Distributed Representations Enable Robust Multi-Timescale Symbolic Computation in Neuromorphic Hardware
Madison Cotteret, Hugh Greatorex, Alpha Renner, Junren Chen, Emre Neftci, Huaqiang Wu, Giacomo Indiveri, Martin Ziegler, Elisabetta Chicca
TL;DR
The paper addresses the challenge of robust multi-timescale computation with recurrent spiking networks by embedding deterministic finite automata into RSNN dynamics using high-dimensional distributed representations from vector symbolic architectures. It introduces a one-shot learning scheme where each DFA state is stored as a fixed-point attractor via autoassociative terms and transitions are implemented as superimposed heteroassociative terms bound to input hypervectors; masking acts as an unbinding operation to trigger transitions. The approach is validated across simulations with noisy weights, a closed-loop memristive crossbar hardware setup, and a large-scale Loihi 2 implementation, showing scalability and robustness without heavy hardware-specific tuning. Capacity analyses reveal quadratic scaling with network size, confirming that distributed representations provide a robust, hardware-friendly abstraction for embedding symbolic computation in neuromorphic hardware, potentially enabling cross-platform cognitive algorithms.
Abstract
Programming recurrent spiking neural networks (RSNNs) to robustly perform multi-timescale computation remains a difficult challenge. To address this, we describe a single-shot weight learning scheme to embed robust multi-timescale dynamics into attractor-based RSNNs, by exploiting the properties of high-dimensional distributed representations.
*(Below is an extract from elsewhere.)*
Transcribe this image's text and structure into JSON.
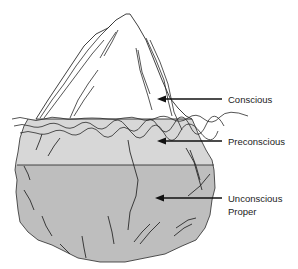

We embed finite state machines into the RSNN dynamics by superimposing a symmetric autoassociative weight matrix and asymmetric transition terms, which are each formed by the vector binding of an input and heteroassociative outer-products between states. Our approach is validated through simulations with highly nonideal weights; an experimental closed-loop memristive hardware setup; and on Loihi 2, where it scales seamlessly to large state machines. This work introduces a scalable approach to embed robust symbolic computation through recurrent dynamics into neuromorphic hardware, without requiring parameter fine-tuning or significant platform-specific optimisation. Moreover, it demonstrates that distributed symbolic representations serve as a highly capable representation-invariant language for cognitive algorithms in neuromorphic hardware.